Don't Sleep In The Subway, Darling
Because, say the Straphangers, New York's subway avengers, the cars are covered with schmutz--their word, not mine. They've released a report claiming that subway cars are dirtier than ever, the E and J/Z trains being the dirtiest of them all. They say that 66% of all cars were clean in 2003, 61% were clean in 2005, but only 47% were in 2006. Why the precipitous decline? The MTA says that it's because ridership is at an all time high--according to the MTA, in March, the number of passengers on an average weekday was the highest it's been since 1970, when the MTA started tracking that. They also say that they're concentrating on station cleaning and keeping trash off tracks, cluttered tracks being a fire hazard. Which I guess explains why none of the great subway short-outs of the last year or so had anything to do with a Blimpie cup going up in flames on the third rail. Good work, guys!
To give them credit, I do feel like I'm always seeing transit workers bleaching the station pavement.
Per the Times, New York City Transit, the wing of the MTA that runs the subways, said in a statement that "These figures defy both logic and common sense."
It's always been my feeling that Transit and the MTA are run in ways that defy both logic and common sense. And they're blind. Said Gene Russianoff, the cantakerous head of the Straphangers, in response: "We think you know schmutz when you see it." Riding the E and associated blue line trains lately, and this isn't just the rape-scene lighting in the A/C/E cars giving me that impression, I've thought, is this car totally covered in food and periodical refuse, or is it just me?
And I wonder, at the risk of sounding a conspiracy theory, whether the lines whose cars were the cleanest--the 4, the 6, and the 1, and that seems true from my layperson's eye--are clean because those lines travel through moneyed neighborhoods? The 4 going up the Upper East Side and dropping much of its freight, destined for the Connecticut suburbs, at Grand Central Station. The 1 going up the Upper West Side, which seems to me the tract of Manhattan that most closely resembles and sounds like the suburbs, and through the exceedingly well-heeled West Village.
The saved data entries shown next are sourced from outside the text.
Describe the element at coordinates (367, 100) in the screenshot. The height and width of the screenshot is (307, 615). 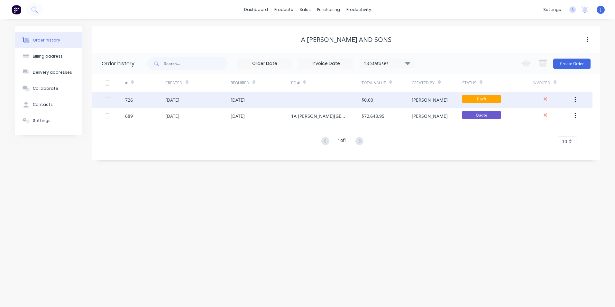
I see `div: $0.00` at that location.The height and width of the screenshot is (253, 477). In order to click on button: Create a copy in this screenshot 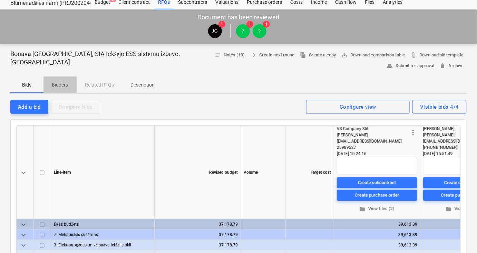, I will do `click(318, 55)`.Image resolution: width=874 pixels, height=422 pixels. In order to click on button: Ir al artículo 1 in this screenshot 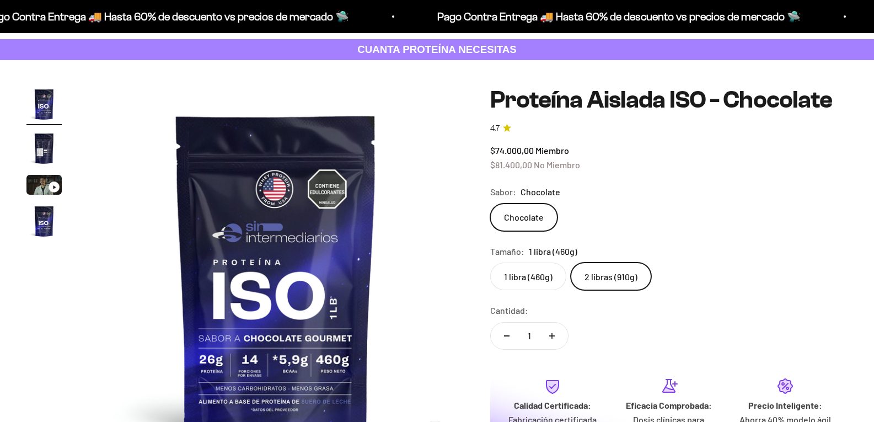, I will do `click(44, 106)`.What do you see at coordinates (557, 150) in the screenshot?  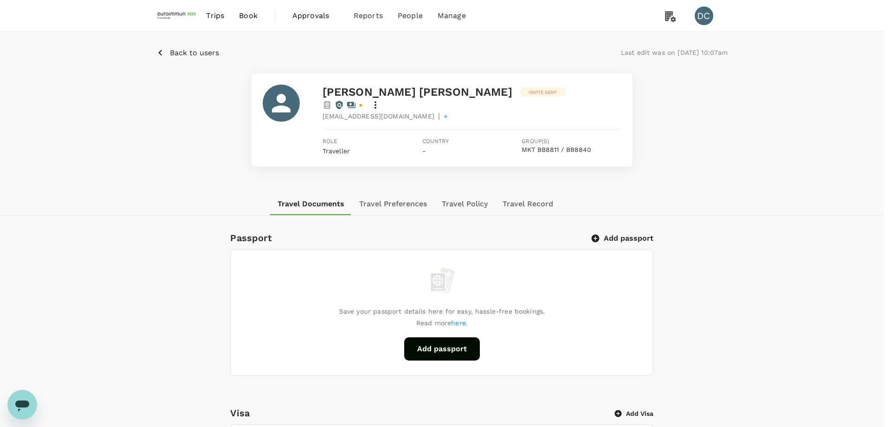 I see `span: MKT BB8811 / BB8840` at bounding box center [557, 150].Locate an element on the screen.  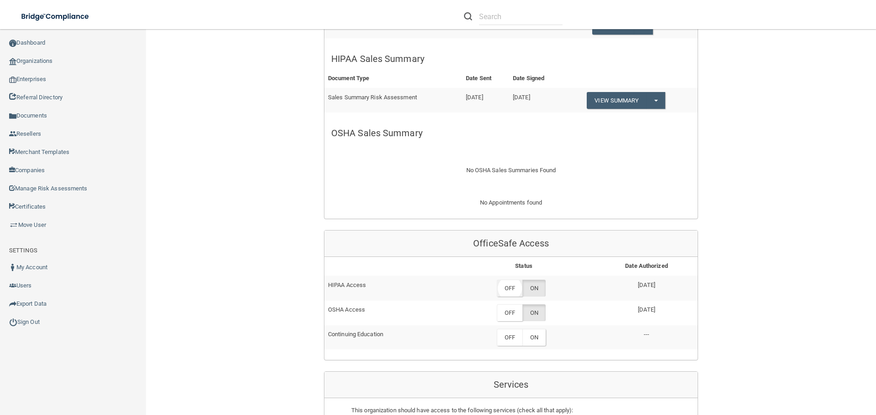
th: Date Signed is located at coordinates (537, 78).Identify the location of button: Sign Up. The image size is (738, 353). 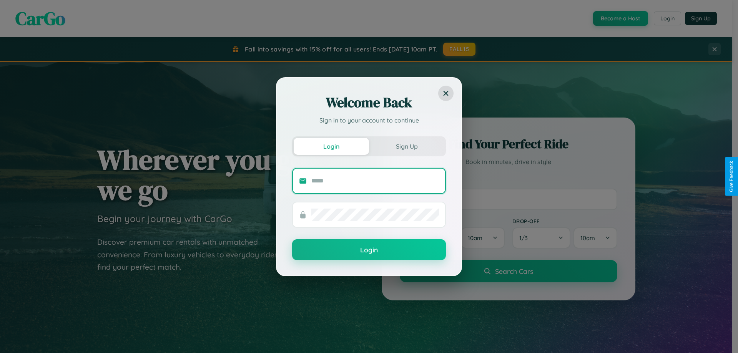
(407, 146).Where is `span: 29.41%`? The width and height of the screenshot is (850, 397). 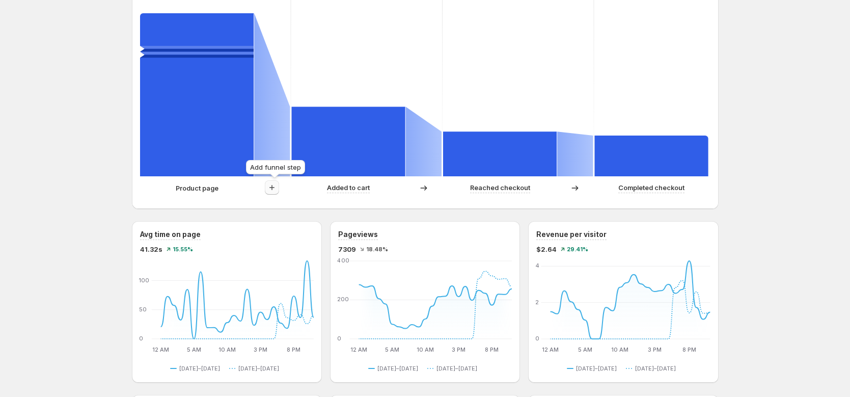
span: 29.41% is located at coordinates (578, 249).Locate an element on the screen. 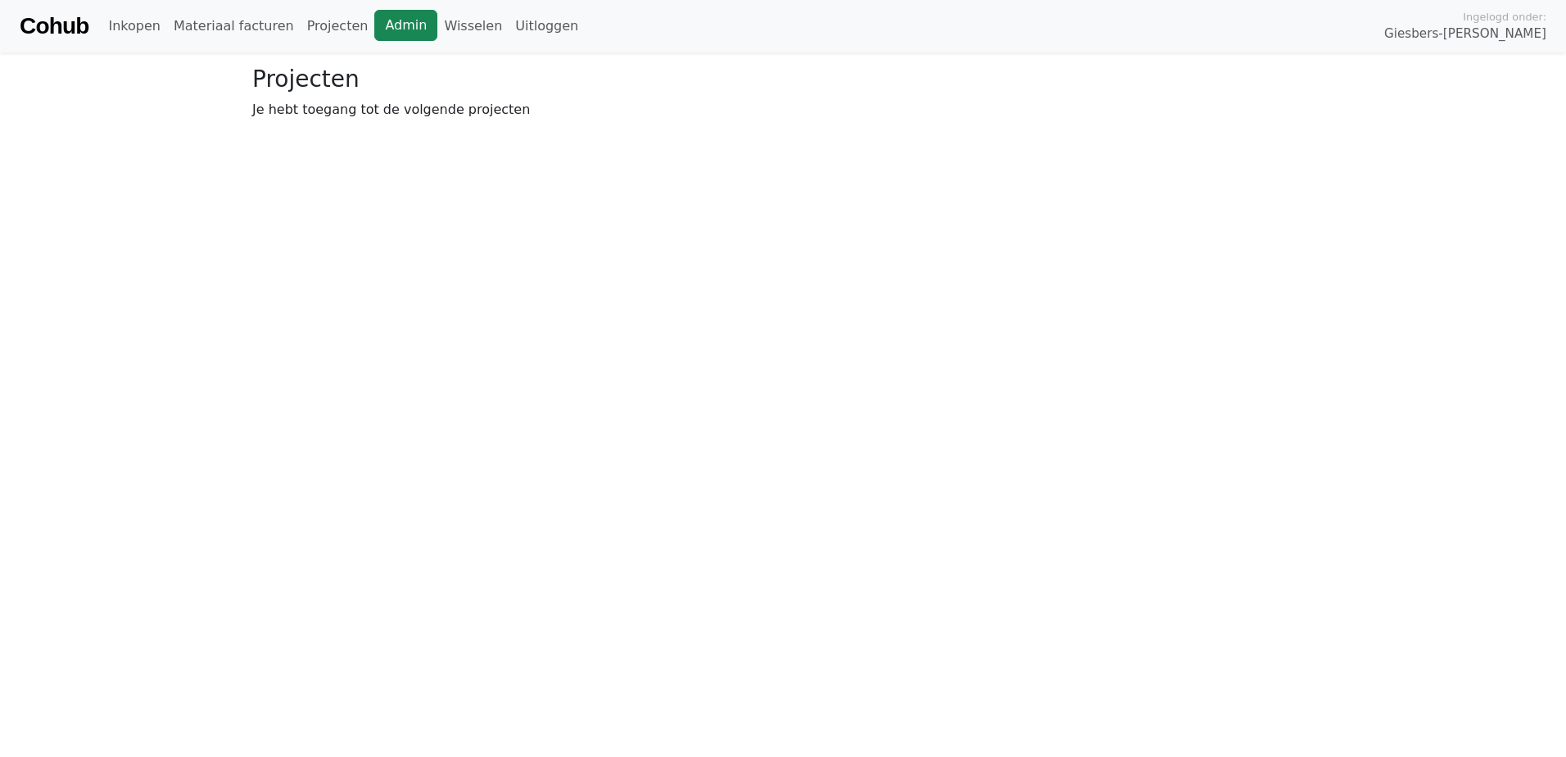 The image size is (1566, 757). a: Cohub is located at coordinates (54, 26).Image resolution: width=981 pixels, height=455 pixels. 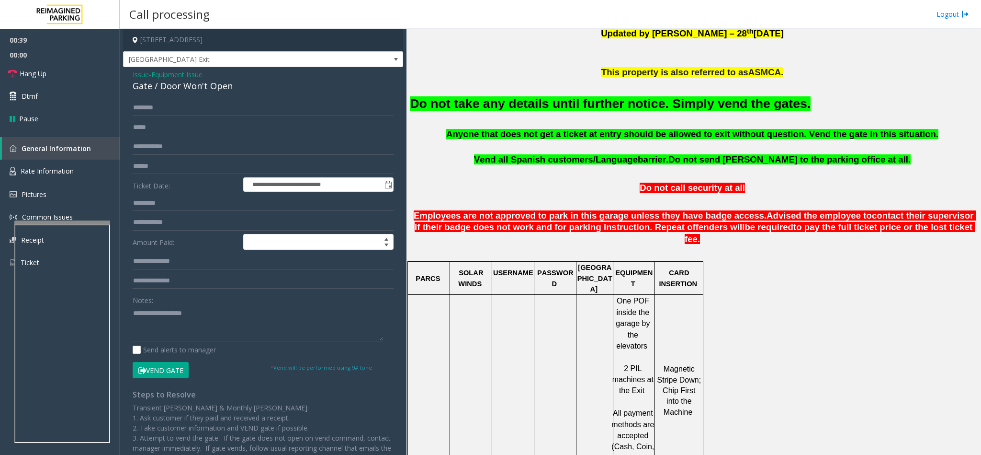 I want to click on span: EQUIPMENT, so click(x=634, y=278).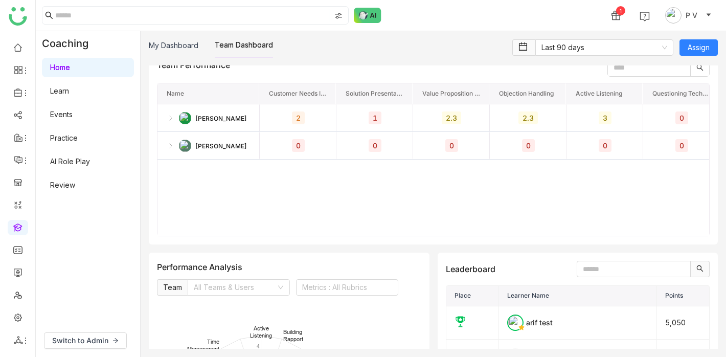  Describe the element at coordinates (70, 161) in the screenshot. I see `a: AI Role Play` at that location.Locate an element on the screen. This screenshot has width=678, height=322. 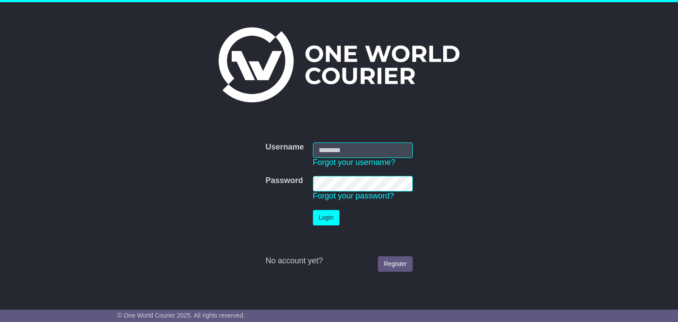
span: © One World Courier 2025. All rights reserved. is located at coordinates (181, 316).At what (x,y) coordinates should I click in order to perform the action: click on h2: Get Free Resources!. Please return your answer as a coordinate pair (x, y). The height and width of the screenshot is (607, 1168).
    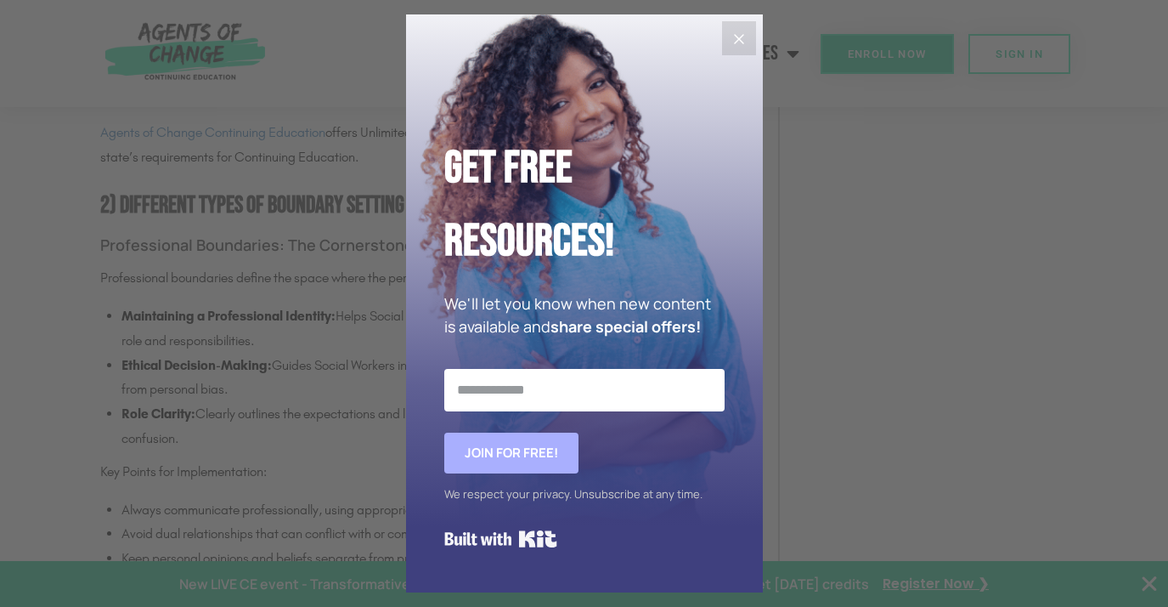
    Looking at the image, I should click on (584, 205).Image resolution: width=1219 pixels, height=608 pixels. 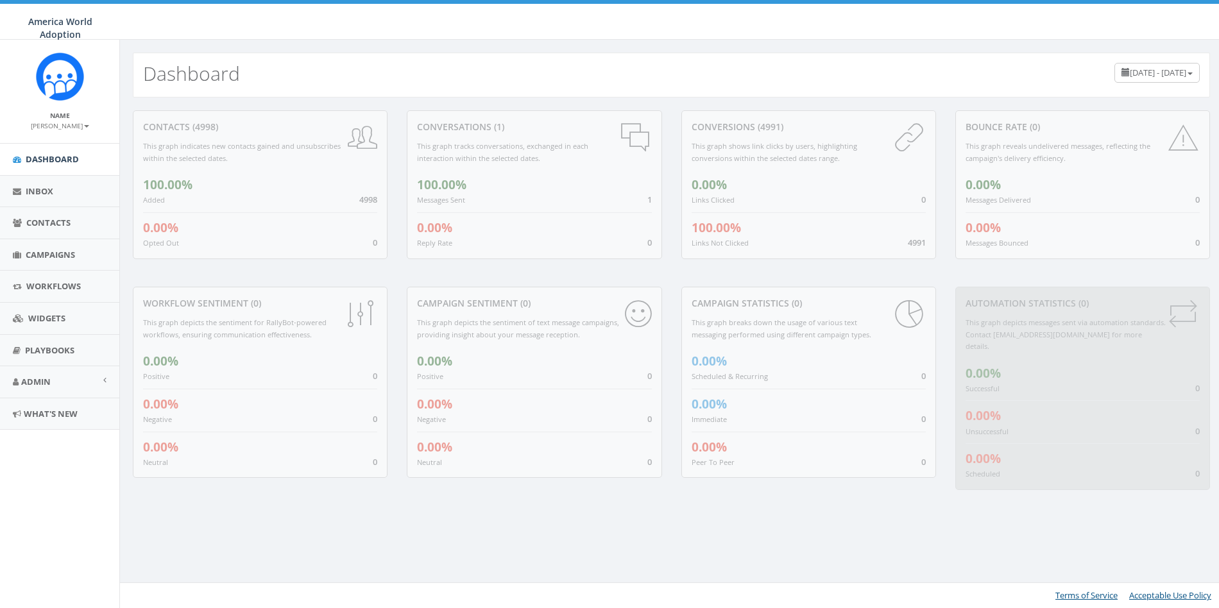 What do you see at coordinates (999, 200) in the screenshot?
I see `small: Messages Delivered` at bounding box center [999, 200].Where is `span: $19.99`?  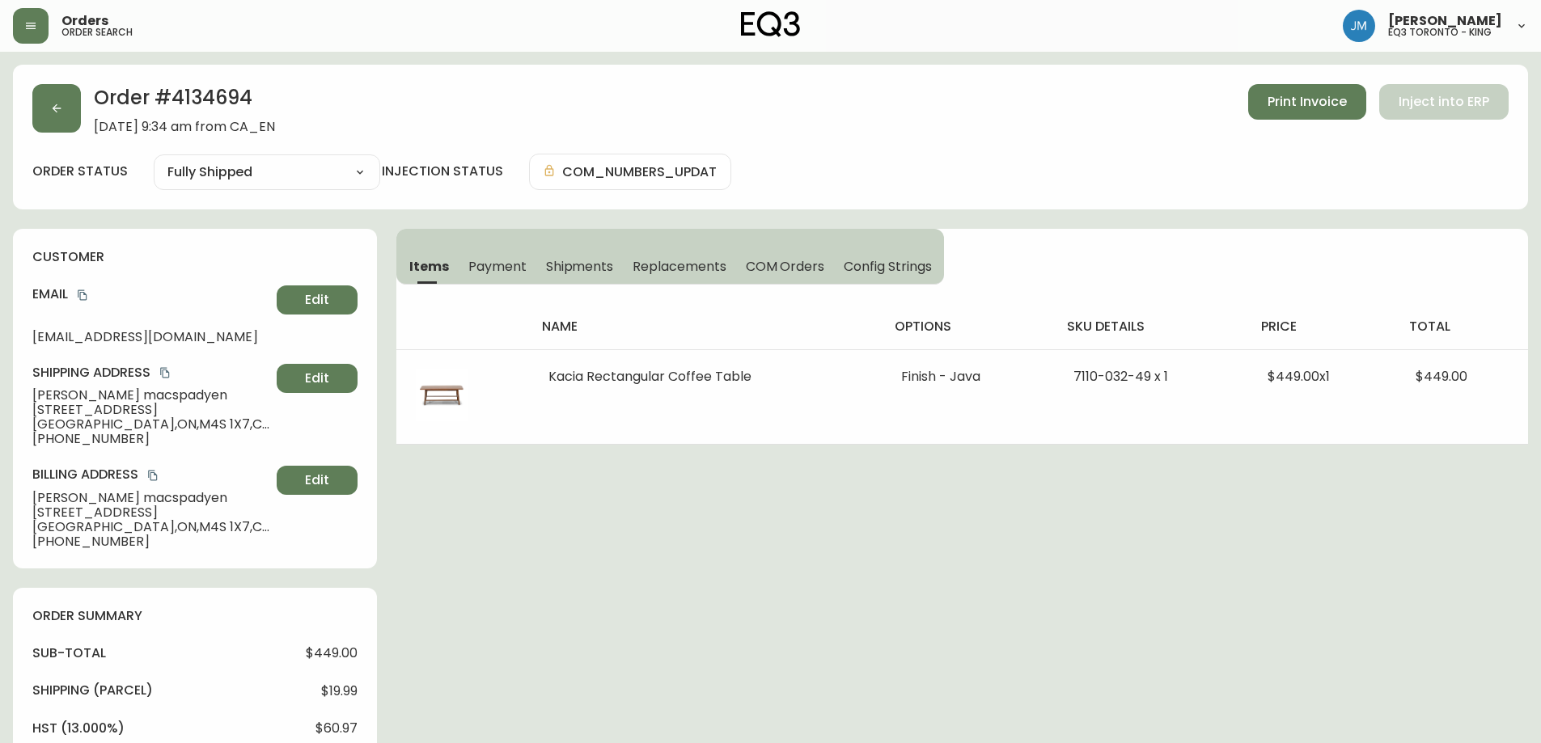 span: $19.99 is located at coordinates (339, 692).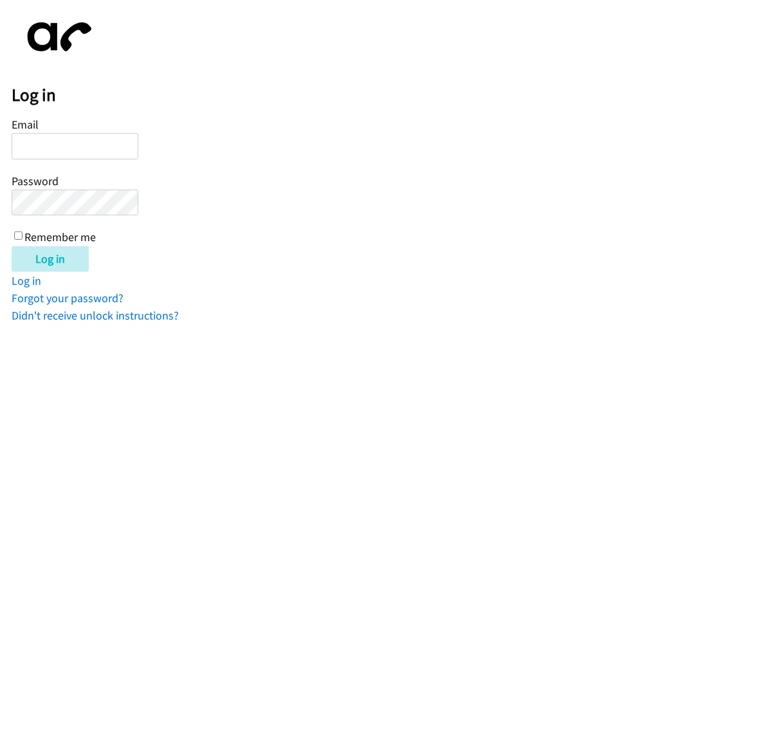 The height and width of the screenshot is (731, 770). What do you see at coordinates (95, 315) in the screenshot?
I see `a: Didn't receive unlock instructions?` at bounding box center [95, 315].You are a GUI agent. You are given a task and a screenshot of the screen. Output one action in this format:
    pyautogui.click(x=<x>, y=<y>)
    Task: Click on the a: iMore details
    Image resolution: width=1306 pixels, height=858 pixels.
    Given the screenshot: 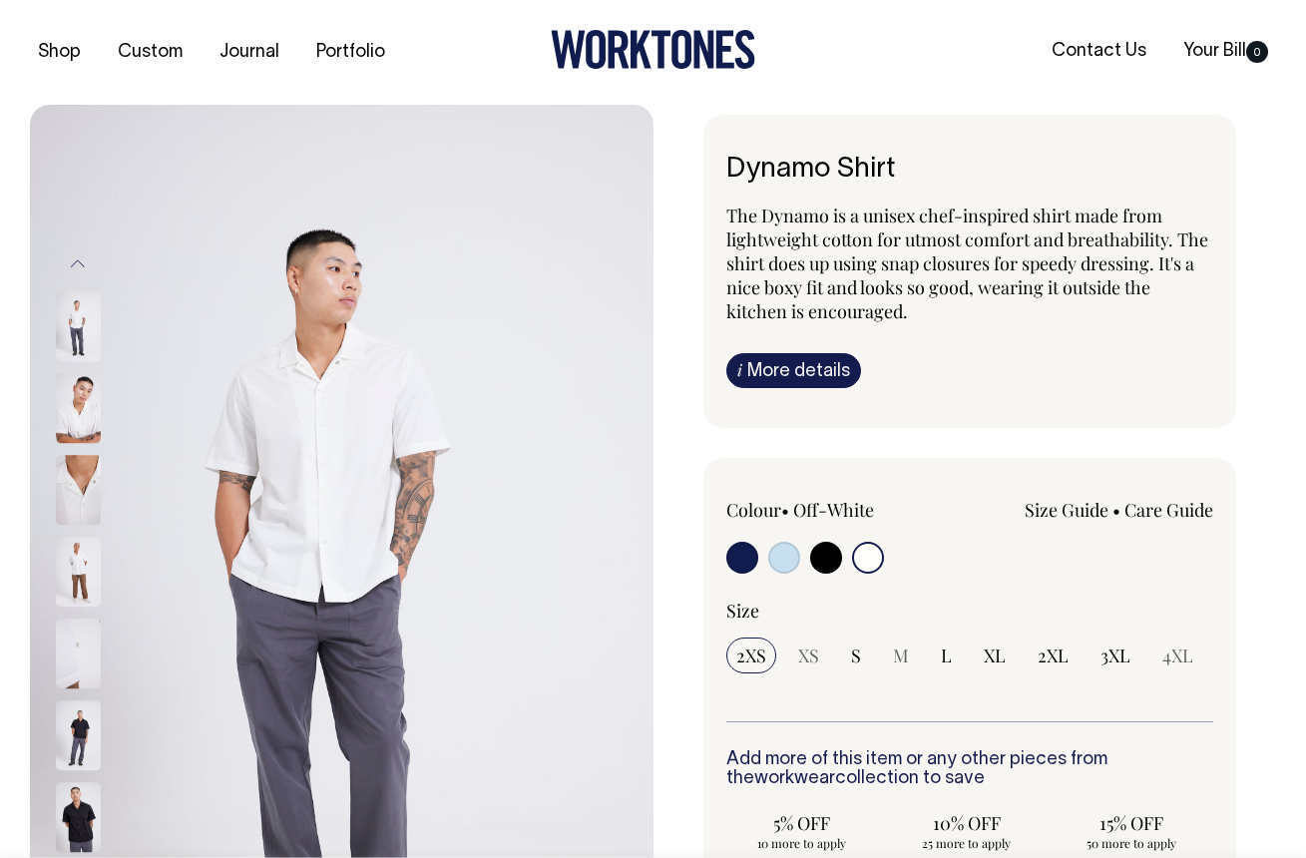 What is the action you would take?
    pyautogui.click(x=793, y=370)
    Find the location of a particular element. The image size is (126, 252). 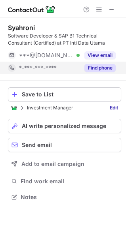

I'll end this on a positive note. The other day I saw something I'd never seen in my nearly ten (good Lord) years of riding the subway. I was on the R train going into Manhattan and for most of my ride into the city, a man in his fifties, probably from the West Indies, dressed cleanly in jeans, sneakers and a button-down, was preaching at us. Loudly. Sonorously. Carefully. It was impressive, in its way. But I didn't have an iPod, of course, so I couldn't drown it out. And I couldn't read the novel I'd brought along because his voice filled the car. People moved away from him. The Orthodox Jewish guy across from me I swear started his own prayer in incantory retaliation. Each time this happens to me, I sit there for a good while wondering if I should get up and politely, and firmly, inform the preacher that if they're intending to win souls over to Jesus, they're probably doing the opposite. There's a violence in the preaching that I abhor. Anyway, about fifteen minutes into his spiel, when the car had stopped at a station, the conductor, a stout African-American woman probably in her forties, wearing those goggles that serve as glasses, said, politely, and firmly, "Sir, you're going to have to calm it down because the customers are complaining. They want you off the train. " He said something in response which I couldn't hear. She replied, "I understand that. But when the customers complain, as a Transit worker I have to take action." He said something else I couldn't hear, and she said, "I'm not against anything that you're saying. But again, if they complain, my job is to take action." And he got off at the next stop.